3. Expanded public-private partnerships in public housing: Pres. Obama’s own history in Chicago and his close relationship with Habitat Company’s Valerie Jarrett signal that the new HUD will continue to expand the public-private partnerships that have begun to characterize post HOPE VI public housing in many communities. Expect to see an expanded effort to replace traditiona public housing developments with publicly-funded, privately-run mixed income communities.

4. Expanded strategies to reduce segregation: Briggs and Ellen have both written extensively on the impact of segregation and the prospects for creating stable diversity, highlighting that fair housing enforcement alone will not foster residential integration. Expect to see both more-aggressive enforcement actions from the Office Fair Housing and Equal Opportunity, stronger regulations and enforcement of the responsibility to “affirmatively further fair housing” with CDBG funds, and (hopefully) new programs to foster integration through counseling and affirmative marketing.

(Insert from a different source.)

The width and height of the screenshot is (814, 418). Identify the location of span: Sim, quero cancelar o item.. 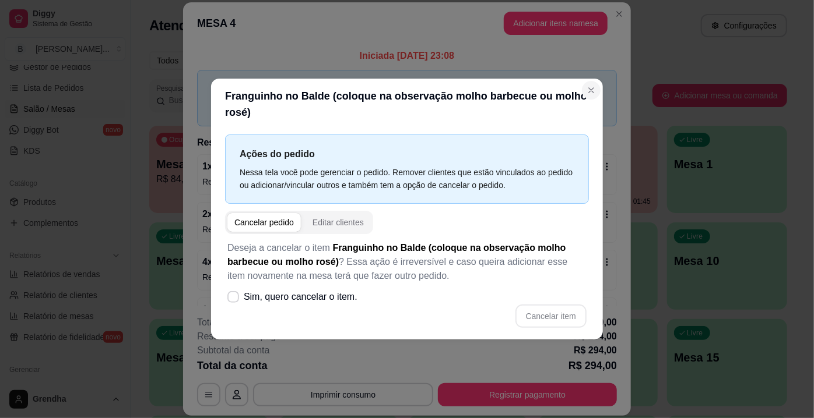
(300, 297).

5. Coordination of housing policy strategy with other policy goals: At a recent Preservation Compact event in Chicago, I saw Katz eloquently explain that federal housing policy needs to be coordinated with energy, transportation, environment, and jobs policies. Given the broad view of housing that nearly the entire team advances and the massive “21st Century New Deal” that President-elect Obama recently outlined, expect to see greater coordination of domestic policy across bureacracies.

Given what we know about this team, what do you expect to see in a new HUD? Tell us in the comments section.